Review by Win Wiacek
Following the epochal events of Avengers vs X-Men, there was something of a fresh start and clean slate for most mutants, especially the perennially punching-above-his-weight feral fury Wolverine. Hunting Season proffers a compellingly attractive and decidedly different side of the Canadian Crusader which – like companion series Savage Wolverine – explores the man beyond the blood-blind berserker of yesteryear courtesy of writer Paul Cornell.
Alan Davis pencils the four chapter title story, with the all-out action and sinister subversion starting right in the middle of the mayhem as our horrified hero desperately tries to talk down a spree-killer with an impossibly powerful supergun in the midst of a body-strewn hostage situation. Partially disintegrated, Wolverine can only attempt to reason with the man until his arms and legs grow back.
It’s an impossible situation, and even after Wolverine seems to have saved the day it reignites, the perpetrator this time a ten year old boy. The hunt of the title concerns Wolverine’s attempts to track him down as the killing continues, but without harming a child. If that wasn’t complicated enough, there’s also a problem with the cops. A trio of them intercept a gang of drug-dealers before suddenly acquiring a strange smell and completely detached attitude. In unison, they turn on and dispatch the guy who turned up late.
Cornell escalates the situation with the arrival of Nick Fury, and then, scarily, via Wolverine’s bizarre vision in which the cosmic observer known as The Watcher appears. It’s only to the mutant’s enhanced senses, but indicates that whatever is going on it’s a danger to the entire universe.
Oddly enough, the first stop in sorting the problem is a bar. Guernica on West Fourth is a superhero hostelry and a very unique think-tank meets there. As well as a comic writer, there’s an odds-maker on superhero battles, a professional powers cataloguer and the current CEO of repair conglomerate Damage Control. What the fast-healing hero needs is the services of talented and unflappable surgeon Victoria Frankenstein (she pronounces it “Fronken-schteen”), possibly the only sawbones capable of removing the smart-bullet embedded in the mutant’s shoulder.
Of course, the problem is solved, but not conclusively as the Watcher remains in sight.
It is identified as an alien incursion, and continues in ‘Drowning Logan’ over two chapters drawn by Mirco Pierfederici. Whereas previously Wolverine’s enhanced sense of smell could track it, it’s now evolved to deceive that. How that plays out is seen in Killable.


» **Task objective**
Search the entries below for "has width=879, height=379.". Give that line and all the lines after it again, exactly, through the last, without pictures.

» **Study material**
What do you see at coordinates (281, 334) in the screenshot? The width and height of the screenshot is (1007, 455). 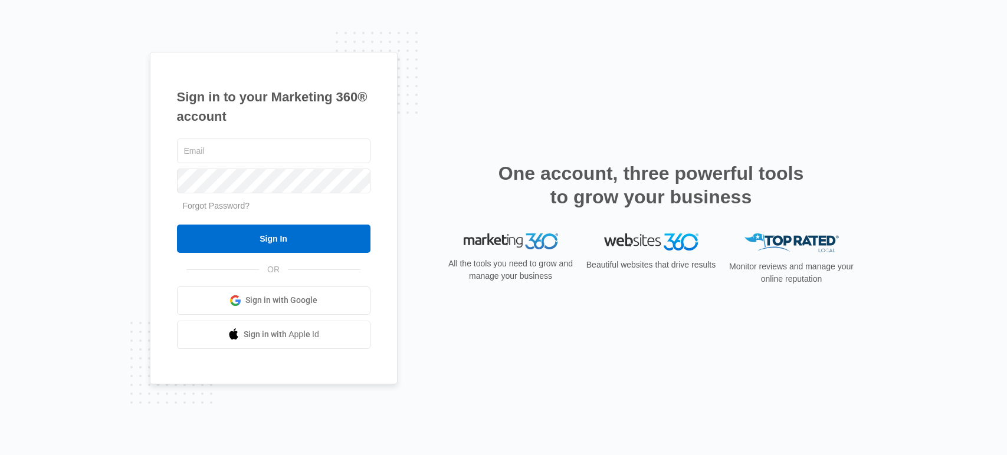 I see `span: Sign in with Apple Id` at bounding box center [281, 334].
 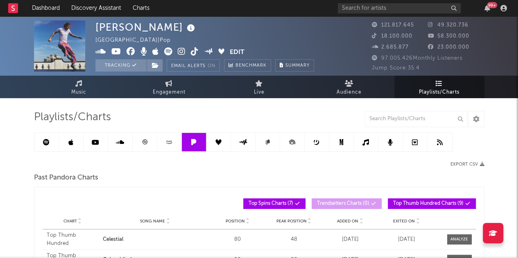 I want to click on span: Music, so click(x=79, y=93).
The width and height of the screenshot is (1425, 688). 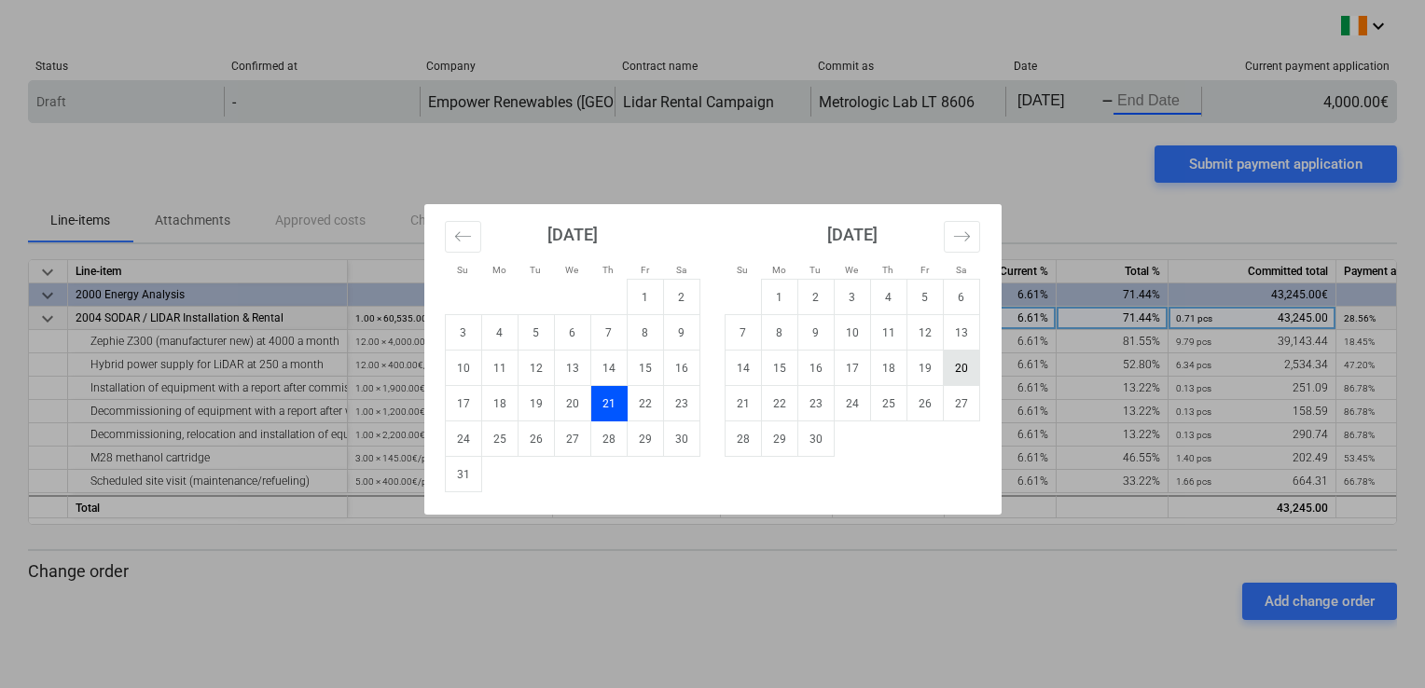 What do you see at coordinates (535, 439) in the screenshot?
I see `td: Choose Tuesday, August 26, 2025 as your check-out date. It's available.` at bounding box center [535, 439].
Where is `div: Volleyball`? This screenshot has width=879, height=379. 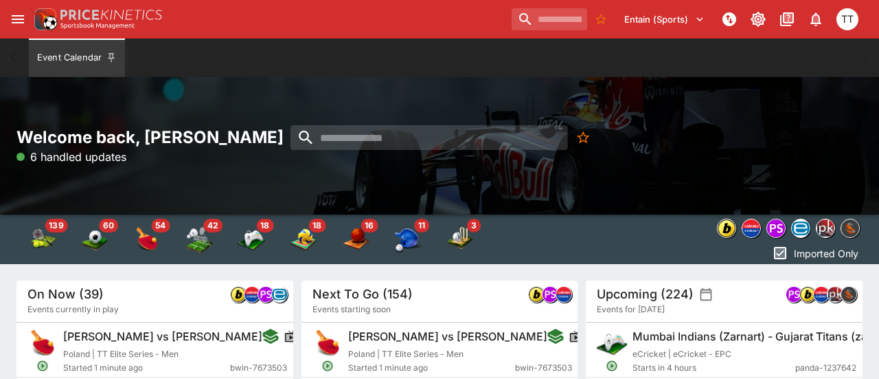
div: Volleyball is located at coordinates (304, 239).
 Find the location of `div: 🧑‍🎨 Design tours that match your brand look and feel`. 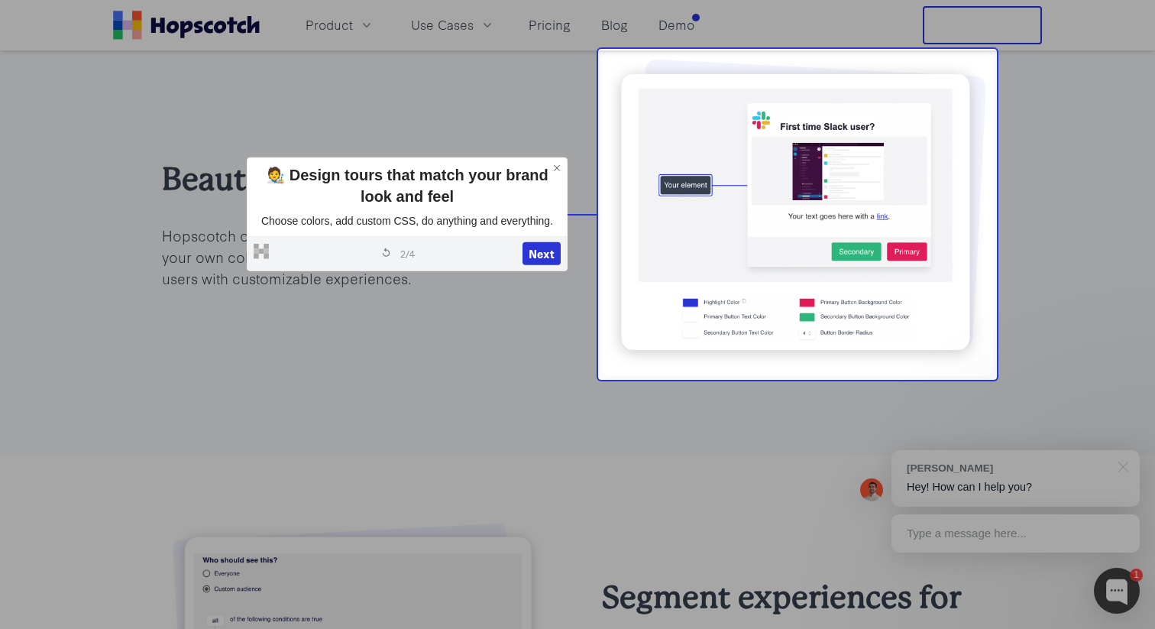

div: 🧑‍🎨 Design tours that match your brand look and feel is located at coordinates (407, 186).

» **Written answer**
Where is `div: Volleyball`? This screenshot has width=879, height=379. 
div: Volleyball is located at coordinates (304, 239).
 Find the location of `div: 🧑‍🎨 Design tours that match your brand look and feel`. 

div: 🧑‍🎨 Design tours that match your brand look and feel is located at coordinates (407, 186).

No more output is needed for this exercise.